Autonomous Robotic Plane Flies Indoors
Researchers have been working for decades on the most challenging aspect of control algorithms for autonomous helicopters that pilot themselves.
But the team of talented MIT's Robust Robotics Group has modulated themselves for an even tougher challenge of developing autonomous-control algorithms for the indoor flight of GPS-denied airplanes. At the 2011 International Conference on Robotics and Automation (ICRA), a team of researchers from the group described an algorithm for calculating a plane's trajectory; in 2012, at the same conference, they presented an algorithm for determining its 'state' - its location, physical orientation, velocity and acceleration.
The MIT researchers have wrapped up with a series of flight tests in which an autonomous robotic plane running their state-estimation algorithm successfully threaded its way among pillars in the parking garage under MIT's Stata Center.
"The reason that we switched from the helicopter to the fixed-wing vehicle is that the fixed-wing vehicle is a more complicated and interesting problem, but also that it has a much longer flight time," says Nick Roy, an associate professor of aeronautics and astronautics and head of the Robust Robotics Group. "The helicopter is working very hard just to keep itself in the air, and we wanted to be able to fly longer distances for longer periods of time. With the plane, the problem is more complicated because it's going much faster, and it can't do arbitrary motions. They can't go sideways, they can't hover, and they have a stall speed."
The researchers built their own plane in order to buy a little extra time for their algorithms to execute, and to ensure maneuverability in close quarters.
The study author Adam Bry, a graduate student in the Department of Aeronautics and Astronautics consulted AeroAstro professor Mark Drela about the plane's design.
This challenge undertaken by the MIT researchers is new area of research they have to deal with problem of autonomous plane navigation in confined spaces that is very difficult; hence the team is initially giving its plane a leg up by providing it with an accurate digital map of its environment.
But the plane still has to determine where it is on the map in real time, using data from a laser rangefinder and inertial sensors accelerometers and gyroscopes that it carries on board.
Because many of those properties are multidimensional, to determine its state at any moment, the plane has to calculate 15 different values.
Paul Newman, a professor of information engineering at the University of Oxford and leader of Oxford's Mobile Robotics Group, says that because autonomous plane navigation in confined spaces is such a new research area, the MIT team's work is as valuable for the questions it raises as the answers it provides. "Looking beyond the obvious excellence in systems," Newman says, the work "raises interesting questions which cannot be easily bypassed."
The MIT researchers' next step will be to develop algorithms that can build a map of the plane's environment on the fly.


● **Brief**
Everything from the line holding "Draw a box around window." to the end of the data must be reproduced exactly; include both boundary lines and nothing else.

● **Dataset content**

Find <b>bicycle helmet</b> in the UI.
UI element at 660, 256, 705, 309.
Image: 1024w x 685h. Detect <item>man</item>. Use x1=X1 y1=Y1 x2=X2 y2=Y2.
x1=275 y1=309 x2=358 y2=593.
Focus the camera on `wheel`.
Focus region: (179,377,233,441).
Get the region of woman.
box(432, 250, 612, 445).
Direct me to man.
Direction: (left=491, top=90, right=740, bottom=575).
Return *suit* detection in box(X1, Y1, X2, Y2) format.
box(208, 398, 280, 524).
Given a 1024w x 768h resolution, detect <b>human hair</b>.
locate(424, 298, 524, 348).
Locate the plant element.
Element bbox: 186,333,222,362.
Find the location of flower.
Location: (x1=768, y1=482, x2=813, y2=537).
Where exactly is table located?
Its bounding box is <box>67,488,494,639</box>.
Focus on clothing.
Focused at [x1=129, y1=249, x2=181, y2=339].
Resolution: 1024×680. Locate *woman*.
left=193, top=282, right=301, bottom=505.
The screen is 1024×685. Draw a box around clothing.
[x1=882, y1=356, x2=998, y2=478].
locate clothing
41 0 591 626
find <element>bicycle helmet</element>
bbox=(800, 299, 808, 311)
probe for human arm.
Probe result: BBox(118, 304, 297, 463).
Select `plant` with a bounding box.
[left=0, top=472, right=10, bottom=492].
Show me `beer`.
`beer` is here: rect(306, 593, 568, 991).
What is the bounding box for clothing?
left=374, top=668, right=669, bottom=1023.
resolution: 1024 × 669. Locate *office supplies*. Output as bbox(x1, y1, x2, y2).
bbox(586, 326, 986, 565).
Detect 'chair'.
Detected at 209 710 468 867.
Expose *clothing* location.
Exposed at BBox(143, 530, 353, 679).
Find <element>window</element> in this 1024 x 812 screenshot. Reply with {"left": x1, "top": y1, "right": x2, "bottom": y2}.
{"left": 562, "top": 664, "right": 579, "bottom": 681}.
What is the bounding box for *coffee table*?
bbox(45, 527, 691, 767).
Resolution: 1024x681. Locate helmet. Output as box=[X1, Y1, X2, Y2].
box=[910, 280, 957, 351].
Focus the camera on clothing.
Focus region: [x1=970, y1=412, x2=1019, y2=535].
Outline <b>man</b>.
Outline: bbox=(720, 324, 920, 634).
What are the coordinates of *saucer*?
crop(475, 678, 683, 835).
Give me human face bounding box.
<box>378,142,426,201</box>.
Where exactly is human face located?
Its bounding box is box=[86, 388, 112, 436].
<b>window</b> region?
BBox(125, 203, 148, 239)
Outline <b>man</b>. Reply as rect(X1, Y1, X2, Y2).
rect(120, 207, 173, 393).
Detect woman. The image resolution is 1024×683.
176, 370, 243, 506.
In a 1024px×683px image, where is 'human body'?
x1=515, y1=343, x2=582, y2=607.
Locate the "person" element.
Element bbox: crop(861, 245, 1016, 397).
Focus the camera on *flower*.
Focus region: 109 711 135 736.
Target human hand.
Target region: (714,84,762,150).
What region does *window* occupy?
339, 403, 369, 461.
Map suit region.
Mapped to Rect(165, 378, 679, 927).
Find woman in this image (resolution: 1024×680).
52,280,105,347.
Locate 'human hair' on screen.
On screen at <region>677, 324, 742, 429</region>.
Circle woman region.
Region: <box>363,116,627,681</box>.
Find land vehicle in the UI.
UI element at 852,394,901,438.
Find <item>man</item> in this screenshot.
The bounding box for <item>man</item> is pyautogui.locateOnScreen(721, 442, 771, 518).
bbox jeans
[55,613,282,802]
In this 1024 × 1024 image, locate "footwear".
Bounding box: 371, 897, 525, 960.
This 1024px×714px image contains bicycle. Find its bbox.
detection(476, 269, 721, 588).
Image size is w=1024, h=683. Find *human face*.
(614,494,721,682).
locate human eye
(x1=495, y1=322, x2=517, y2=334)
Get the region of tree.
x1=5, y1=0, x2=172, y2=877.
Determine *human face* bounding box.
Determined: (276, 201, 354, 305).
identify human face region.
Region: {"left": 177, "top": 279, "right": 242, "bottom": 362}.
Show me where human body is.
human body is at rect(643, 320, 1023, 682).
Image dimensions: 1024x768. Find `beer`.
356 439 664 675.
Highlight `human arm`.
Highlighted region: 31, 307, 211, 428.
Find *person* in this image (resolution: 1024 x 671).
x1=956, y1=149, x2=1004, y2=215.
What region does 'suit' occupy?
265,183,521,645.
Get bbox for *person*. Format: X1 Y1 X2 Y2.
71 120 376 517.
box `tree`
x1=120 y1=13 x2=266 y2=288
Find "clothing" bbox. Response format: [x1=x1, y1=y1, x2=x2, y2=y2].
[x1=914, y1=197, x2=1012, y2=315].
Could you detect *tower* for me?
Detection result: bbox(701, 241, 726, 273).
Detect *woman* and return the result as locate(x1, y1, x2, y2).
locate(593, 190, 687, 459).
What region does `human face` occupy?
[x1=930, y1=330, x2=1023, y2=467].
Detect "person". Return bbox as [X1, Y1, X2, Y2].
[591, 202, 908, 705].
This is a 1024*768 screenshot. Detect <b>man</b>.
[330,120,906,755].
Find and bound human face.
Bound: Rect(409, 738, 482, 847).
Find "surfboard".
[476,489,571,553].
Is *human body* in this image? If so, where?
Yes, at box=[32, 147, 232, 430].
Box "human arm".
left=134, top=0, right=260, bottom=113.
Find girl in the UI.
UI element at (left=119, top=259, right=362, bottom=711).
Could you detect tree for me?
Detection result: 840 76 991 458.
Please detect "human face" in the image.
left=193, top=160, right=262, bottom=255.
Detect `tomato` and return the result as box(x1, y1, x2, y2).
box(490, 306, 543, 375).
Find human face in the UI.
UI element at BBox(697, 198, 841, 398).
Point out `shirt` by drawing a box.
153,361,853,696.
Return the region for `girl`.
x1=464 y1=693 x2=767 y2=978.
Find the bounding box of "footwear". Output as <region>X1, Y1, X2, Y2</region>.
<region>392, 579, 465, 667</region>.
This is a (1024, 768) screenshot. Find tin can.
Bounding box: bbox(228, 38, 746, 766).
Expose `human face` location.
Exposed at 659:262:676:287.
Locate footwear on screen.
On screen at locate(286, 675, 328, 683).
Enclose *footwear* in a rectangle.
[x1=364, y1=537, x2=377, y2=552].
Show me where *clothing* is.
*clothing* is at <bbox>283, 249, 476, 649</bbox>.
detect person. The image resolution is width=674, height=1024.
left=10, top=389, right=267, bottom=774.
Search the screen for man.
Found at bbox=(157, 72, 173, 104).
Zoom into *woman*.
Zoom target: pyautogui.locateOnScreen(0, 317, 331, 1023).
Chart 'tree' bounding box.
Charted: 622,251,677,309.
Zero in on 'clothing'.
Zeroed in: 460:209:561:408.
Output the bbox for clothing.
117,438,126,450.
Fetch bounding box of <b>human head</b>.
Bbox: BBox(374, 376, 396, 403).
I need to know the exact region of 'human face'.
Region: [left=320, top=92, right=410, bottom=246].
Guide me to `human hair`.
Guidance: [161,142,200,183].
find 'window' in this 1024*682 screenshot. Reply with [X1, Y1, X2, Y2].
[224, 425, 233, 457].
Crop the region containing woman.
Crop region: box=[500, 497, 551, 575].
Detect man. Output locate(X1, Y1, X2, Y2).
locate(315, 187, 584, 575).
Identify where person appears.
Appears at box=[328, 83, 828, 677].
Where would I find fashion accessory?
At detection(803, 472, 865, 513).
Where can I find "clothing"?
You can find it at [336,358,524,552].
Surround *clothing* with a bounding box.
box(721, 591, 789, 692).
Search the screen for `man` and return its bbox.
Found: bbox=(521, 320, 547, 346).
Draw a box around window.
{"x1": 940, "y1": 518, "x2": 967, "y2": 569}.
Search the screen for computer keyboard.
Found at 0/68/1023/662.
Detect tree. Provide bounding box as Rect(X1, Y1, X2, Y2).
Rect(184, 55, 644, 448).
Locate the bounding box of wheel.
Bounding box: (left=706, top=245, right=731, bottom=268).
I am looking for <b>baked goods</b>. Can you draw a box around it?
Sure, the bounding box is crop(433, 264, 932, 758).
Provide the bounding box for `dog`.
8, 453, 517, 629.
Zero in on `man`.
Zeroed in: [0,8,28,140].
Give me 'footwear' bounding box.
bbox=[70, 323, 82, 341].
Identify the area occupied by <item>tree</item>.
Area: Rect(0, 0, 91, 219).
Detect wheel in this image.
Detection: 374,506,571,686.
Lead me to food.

● **Solution to this problem**
Draw a box around window.
{"x1": 940, "y1": 518, "x2": 967, "y2": 569}.
Search the screen for computer keyboard.
Found at 0/68/1023/662.
Detect tree. Provide bounding box as Rect(X1, Y1, X2, Y2).
Rect(184, 55, 644, 448).
Locate the bounding box of wheel.
Bounding box: (left=706, top=245, right=731, bottom=268).
I am looking for <b>baked goods</b>. Can you draw a box around it?
Sure, the bounding box is crop(433, 264, 932, 758).
Provide the bounding box for `dog`.
8, 453, 517, 629.
Zero in on `man`.
Zeroed in: [0,8,28,140].
Give me 'footwear' bounding box.
bbox=[70, 323, 82, 341].
Identify the area occupied by <item>tree</item>.
Area: Rect(0, 0, 91, 219).
Detect wheel in this image.
Detection: 374,506,571,686.
Lead me to food.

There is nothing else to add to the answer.